Mrs. Seeka Tris comes in with her daughter Susan for a second opinion. They really like their doctor, and don’t want him to know that they are seeing me, but it has been such a rough time that Susan thought it might be worthwhile. “Mom had mitral valve surgery last spring. When she woke up after the surgery, things didn’t go very well. She ended up in the ICU for 10 days with a tube in her throat on a ventilator. She recovered, and we’re happy, but when the tube came out she couldn’t speak except for a whisper.”
Mrs. Tris went home with a soft voice. Over about a month, her surgeon’s prediction proved correct and her voice began to recover. By two months, she was speaking much better, almost with a normal volume. However, her breathing worsened enough one night that she called her daughter. At the emergency room, a ventilation-perfusion scan ruled out pulmonary embolus and she was sent home. She visited a pulmonologist (breathing tests, bronchoscopy), then an ENT (“vocal cords not working well”), then a laryngologist (bilateral vocal cord paralysis, confirmed by EMG), then a neurolaryngologist (botulinum toxin injection to one vocal cord to open the airway). Six months after waking without a voice, the injection has made her breathing a little worse rather than better. She is now in my office for another opinion.
With a history of voice loss after a tube in the throat, there are two likely reasons. First: if the cuff of the endotracheal tube was inflated too much and too close to the undersurface of the vocal cords, it may have put pressure on the nerves entering the vocal cord muscles — causing a nerve injury. Second: the hard plastic tube may have put pressure on the cartilages between the vocal cords at the back of the larynx. Even in as little as two hours, this pressure may injure the mucosa. After the tube is removed, the ulcerated area contracts and scars over several weeks, pulling the back of the vocal cords together.
In a nerve injury, the vocal cords will not be moving well after the tube is removed. However, the recurrent laryngeal nerve has a very strong propensity to regrow — over a few weeks to a few months the nerve sprouts new endings that grow back to the muscles. Several months later, the voice may become strong again, but the vocal cords may fail to open during breathing. Mrs. Tris’s pattern — improving voice, then worsening breathing — fits this picture.

I drip some numbing medication onto her vocal cords and pass the endoscope under the arytenoids at the back of the larynx — looking at the area where the endotracheal tube would have been sitting for 10 days. I find a band of scar tissue just beneath the vocal cords, holding the vocal cords together. At most, she can open her vocal cords about 2 millimeters because of this scar band.

When you visit a doctor about a problem, don’t ask yourself, “How much is this going to cost?” What you really want to know is, “How much value will I receive for this advice?”
I think back on the cost of Mrs. Tris’s diagnosis: the emergency room visits, the tests, the procedures, the consults, and not the least, the amount of time it took from her life for her to get the correct diagnosis. It is quite possible to go in with surgery to divide this scar tissue — but only if you know what the problem is. The longer the delay, the more likely the joints will have become fixed in one position, reducing the chance of full restoration.
Interestingly, our body functions like a well-engineered system, and problems with the system are generally quite understandable in scientific or engineering terms. If a physician has the luxury of good endoscopes and a recording system, the physician should not only be able to diagnose a problem, but should be able to explain to the patient why it is not working — and the patient should be able to see this. The explanation should make sense to anyone. If the explanation a doctor offers seems mystical or mysterious in any way, there is a high probability that it is a contrived explanation.
What you learned
- A scar band (posterior glottic stenosis) from prolonged intubation is mechanically distinct from vocal cord paralysis — but both produce similar-appearing immobility on a standard endoscopic overview.
- Passing the endoscope beneath the arytenoids and very close to the posterior commissure is the only way to directly visualize a scar band in this location.
- Botulinum toxin injection to reduce abductor muscle activity worsens breathing in posterior glottic stenosis — the opposite of what would be expected in bilateral paralysis — making the diagnostic error clinically consequential.
- The value of a precise diagnosis is measured not just in cost avoided but in time returned: six months and multiple procedures could have been compressed into a single close-proximity endoscopic examination.
- An explanation of a voice or breathing disorder should always make sense in mechanical terms. If it doesn’t, the patient is right to ask for a clearer answer — or seek one elsewhere.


Problem description
Your task is to copy each line of the records that includes the string "ticks".

Data

^^^^^^^^^^^^^^^^

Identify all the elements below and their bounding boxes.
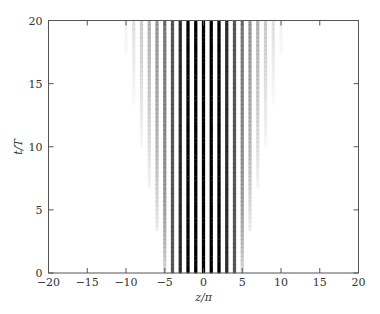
y-tick-label: 5 xyxy=(36,204,43,217)
fringe-heatmap-chart: −20−15−10−505101520 05101520 z/π t/T xyxy=(0,0,380,314)
x-axis-label: z/π xyxy=(194,291,213,304)
x-tick-label: −10 xyxy=(114,276,137,289)
y-tick-label: 15 xyxy=(29,78,43,91)
x-tick-label: 20 xyxy=(352,276,366,289)
y-tick-label: 20 xyxy=(29,15,43,28)
y-tick-label: 0 xyxy=(36,267,43,280)
x-tick-label: 10 xyxy=(274,276,288,289)
y-tick-label: 10 xyxy=(29,141,43,154)
x-tick-label: −15 xyxy=(76,276,99,289)
x-tick-label: 5 xyxy=(239,276,246,289)
plot-area xyxy=(124,21,282,274)
x-tick-label: 15 xyxy=(313,276,327,289)
x-axis-ticks: −20−15−10−505101520 xyxy=(37,21,366,290)
x-tick-label: −5 xyxy=(157,276,173,289)
y-axis-label: t/T xyxy=(12,138,25,155)
x-tick-label: 0 xyxy=(200,276,207,289)
y-axis-ticks: 05101520 xyxy=(29,15,359,281)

^^^^^^^^^^^^^^^^

Answer space
x-axis-ticks: −20−15−10−505101520 xyxy=(37,21,366,290)
y-axis-ticks: 05101520 xyxy=(29,15,359,281)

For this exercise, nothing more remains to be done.